Passive directors in turbulence
L. Zhao, K. Gustavsson, R. Ni, S. Kramel, G. Voth, H. I. Andersson,, and B. Mehlig

TL;DR
This paper investigates the behavior of small spheroids in turbulence, revealing that their orientation angles are often unexpectedly large due to fractal attractors and scar line structures, challenging previous assumptions.
Contribution
It uncovers the mechanisms behind large relative angles of passive directors in turbulence, highlighting the role of fractal attractors and scar line formations.
Findings
Angles between nearby spheroids are often large, contrary to expectations.
Two mechanisms identified: fractal attractors and scar line-like steps.
Turbulent strain dynamics lead to complex, fractal director patterns.
Abstract
In experiments and numerical simulations we measured angles between the symmetry axes of small spheroids advected in turbulence ("passive directors"). Since turbulent strains tend to align nearby spheroids, one might think that their relative angles are quite small. We show that this intuition fails in general because angles between the symmetry axes of nearby particles are anomalously large. We identify two mechanisms that cause this phenomenon. First, the dynamics evolves to a fractal attractor despite the fact that the fluid velocity is spatially smooth at small scales. Second, this fractal forms steps akin to scar lines observed in the director patterns for random or chaotic two-dimensional maps.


**TASK INSTRUCTIONS:**
From the line containing "The image size is (1282, 631)." to the final line of the entries, copy each line exactly. Pictures stay out.

-- -- --

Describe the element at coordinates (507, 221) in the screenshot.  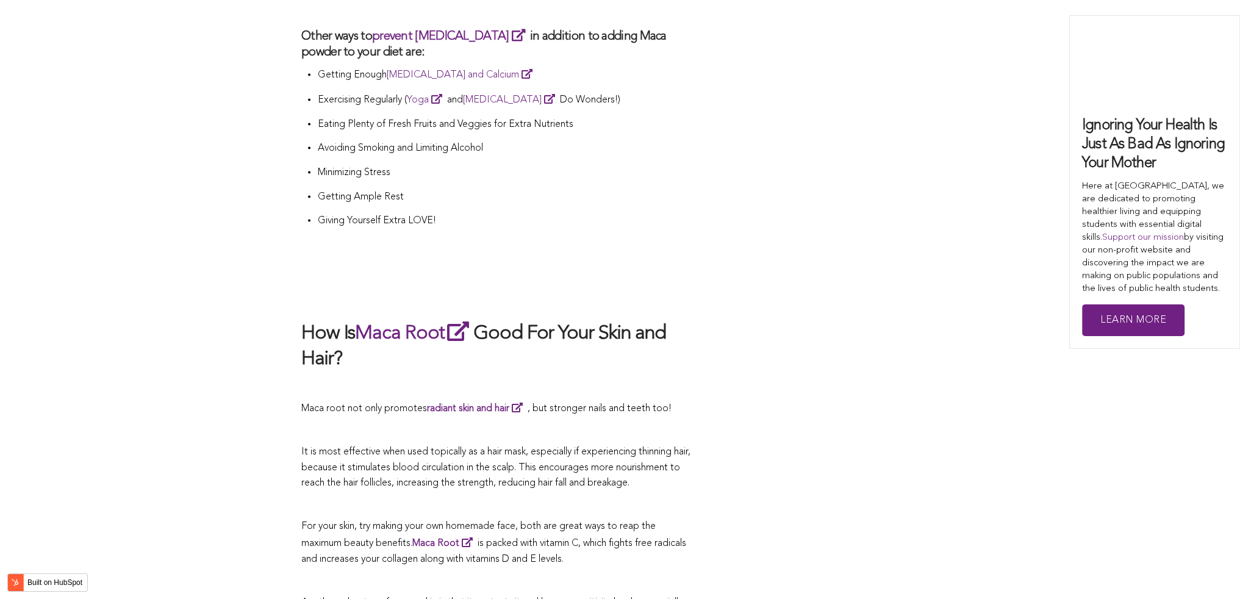
I see `p: Giving Yourself Extra LOVE!` at that location.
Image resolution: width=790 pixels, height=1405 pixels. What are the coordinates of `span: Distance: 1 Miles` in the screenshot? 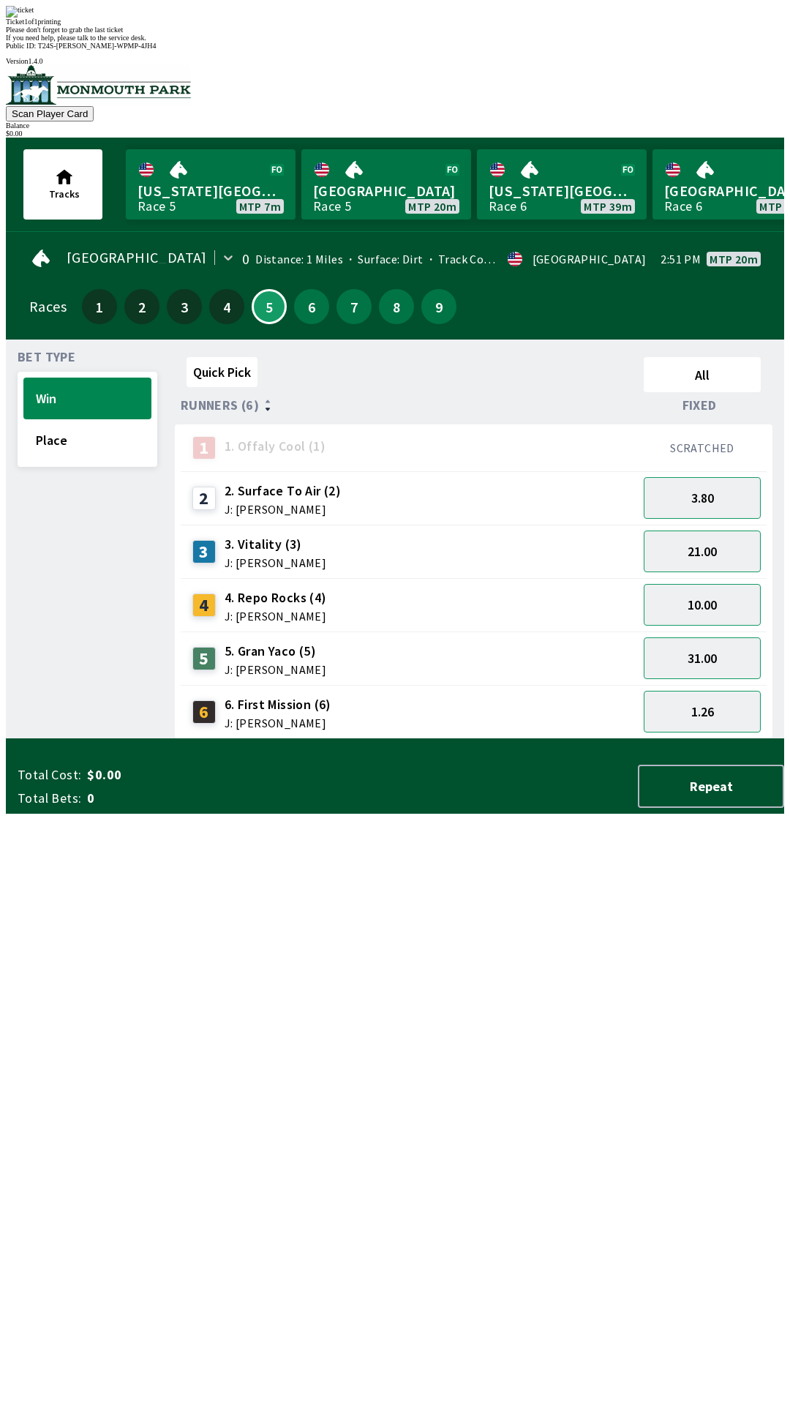 It's located at (299, 259).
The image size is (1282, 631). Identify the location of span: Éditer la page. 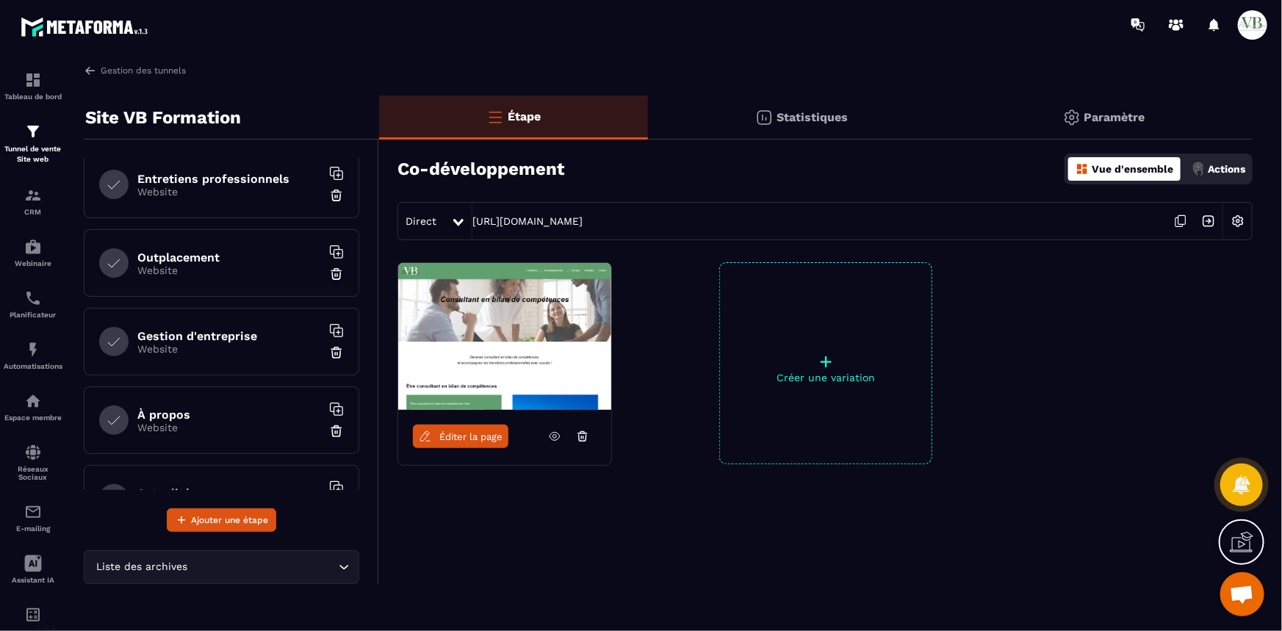
(471, 436).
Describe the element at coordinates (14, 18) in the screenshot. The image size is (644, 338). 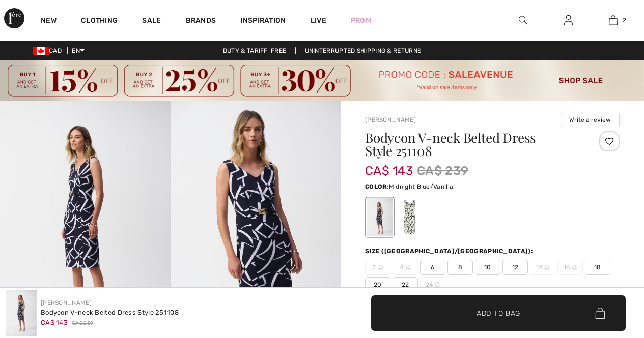
I see `img: 1ère Avenue` at that location.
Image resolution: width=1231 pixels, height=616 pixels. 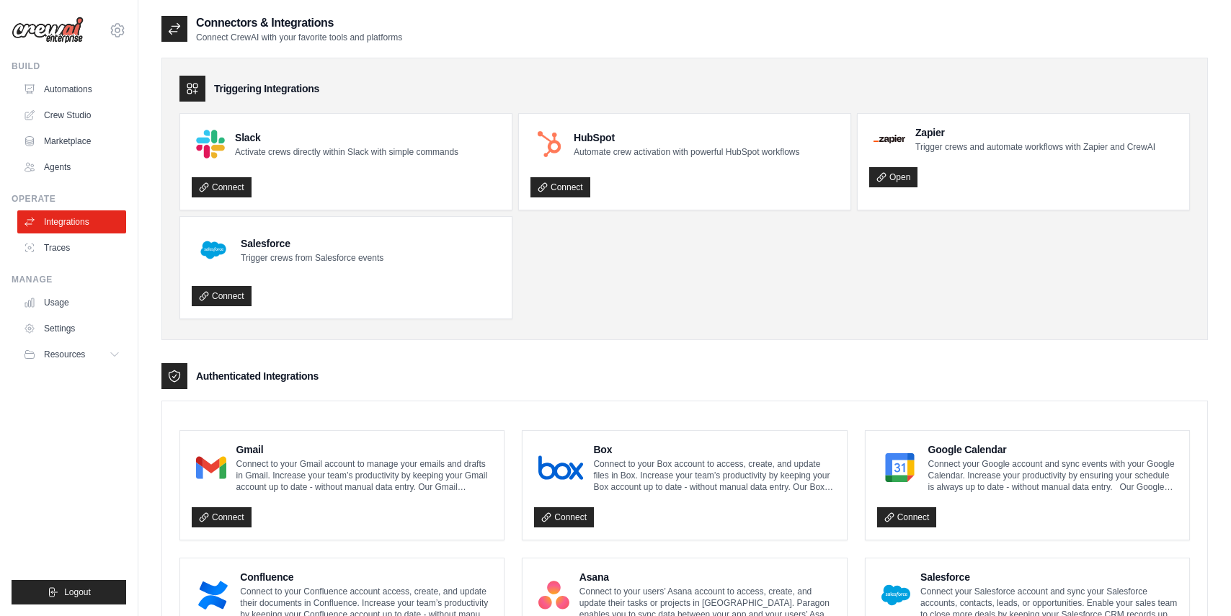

-- -- --

**TASK OUTPUT:**
The image size is (1282, 631). Identify the location of span: Éditer la page. 
(471, 436).
Describe the element at coordinates (14, 18) in the screenshot. The image size is (644, 338). 
I see `img: 1ère Avenue` at that location.
Image resolution: width=1231 pixels, height=616 pixels. 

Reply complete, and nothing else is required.